Bellamy was speaking at a U.S. Institute of Peace (IOP) event about efforts to counter the Lord’s Resistance Army (LRA) and its leader, Joseph Kony. For 25 years, Kony has terrorized a wide area of Central Africa where three countries come together. His group’s killing, looting and kidnapping of young boys and forcing them to fight have continued despite sporadic efforts to capture him by Uganda, Congo and the Central African Republic.

In all, the LRA has abducted 66,000 youth, some forced “to become child soldiers or sex slaves and ordered to commit unspeakable acts,” according to Assistant Secretary of State for African Affairs Johnnie Carson, who also spoke at the IOP event.

The United Nations has estimated that about 440,000 Africans have been displaced by LRA activities, and while the group’s leadership and core believers have been reduced to nearly 150, they still carried out 250 attacks this year, Carson said.

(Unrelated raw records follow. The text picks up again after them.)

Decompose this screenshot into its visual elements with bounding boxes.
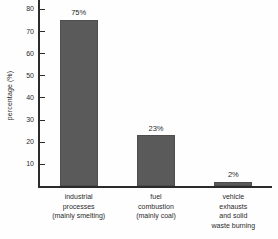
y-axis-tick-label: 70 [14,28,34,35]
category-label-line: and solid [195,211,272,221]
bar-value-label: 75% [71,9,86,17]
y-axis-tick-label: 50 [14,72,34,79]
category-label-line: fuel [117,192,194,202]
bar [214,182,252,186]
y-axis-tick-label: 20 [14,138,34,145]
bar-group: 75% [60,0,98,186]
x-axis-category-label: industrialprocesses(mainly smelting) [40,192,117,221]
x-axis-category-label: vehicleexhaustsand solidwaste burning [195,192,272,230]
x-axis-category-labels: industrialprocesses(mainly smelting)fuel… [40,192,272,239]
bar-group: 2% [214,0,252,186]
y-axis-tick-label: 30 [14,116,34,123]
bar-chart: percentage (%) 1020304050607080 75%23%2%… [0,0,278,239]
y-axis-tick-label: 60 [14,50,34,57]
bar [60,20,98,186]
category-label-line: vehicle [195,192,272,202]
category-label-line: industrial [40,192,117,202]
bar-value-label: 2% [228,171,239,179]
category-label-line: exhausts [195,202,272,212]
x-axis-category-label: fuelcombustion(mainly coal) [117,192,194,221]
bar-group: 23% [137,0,175,186]
category-label-line: combustion [117,202,194,212]
y-axis-tick-label: 80 [14,5,34,12]
category-label-line: waste burning [195,221,272,231]
bar-value-label: 23% [148,125,163,133]
x-axis-line [38,186,272,188]
plot-area: 75%23%2% [40,0,272,186]
category-label-line: processes [40,202,117,212]
category-label-line: (mainly smelting) [40,211,117,221]
y-axis-tick-label: 40 [14,94,34,101]
category-label-line: (mainly coal) [117,211,194,221]
bar [137,135,175,186]
y-axis-tick-label: 10 [14,160,34,167]
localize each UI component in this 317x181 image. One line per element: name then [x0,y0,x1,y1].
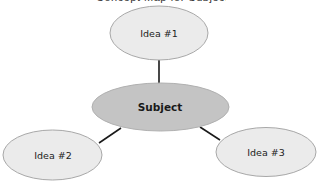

According to the Ugandan press, dozens of the U.S. Special Forces troops have established a frontline base in Obo, a town in southeastern Central African Republic, to help the regional armies track down Kony and other LRA leaders. The forward-based personnel are there to help with intelligence, communications and logistics operations. They are to fight only in self-defense.

Most people are unaware that President Obama’s Oct. 14 announcement of the Special Forces deployment was done in accordance with a bill that Congress passed in 2009 and was signed into law in 2010. It required the administration to plan and coordinate “diplomatic, economic, intelligence, and military elements of United States policy across the region regarding the Lord’s Resistance Army.”

In fact, the fiscal 2012 defense authorization bill now before Congress calls for providing “logistic support, supplies, and services and intelligence support” for Ugandan and other forces “participating in operations to mitigate and eliminate the threat posed by the Lord’s Resistance Army.” The legislation authorizes $35 million in 2012 and 2013 to cover the costs.

According to a Nov. 21 Congressional Research Service report, the Special Forces unit will cost an additional $4.5 million a month. That figure is on top of U.S. liaison officers from Africa Command dispatched in July 2011 to “to assist host government officials and military commanders who are working to counter the LRA,” the service wrote.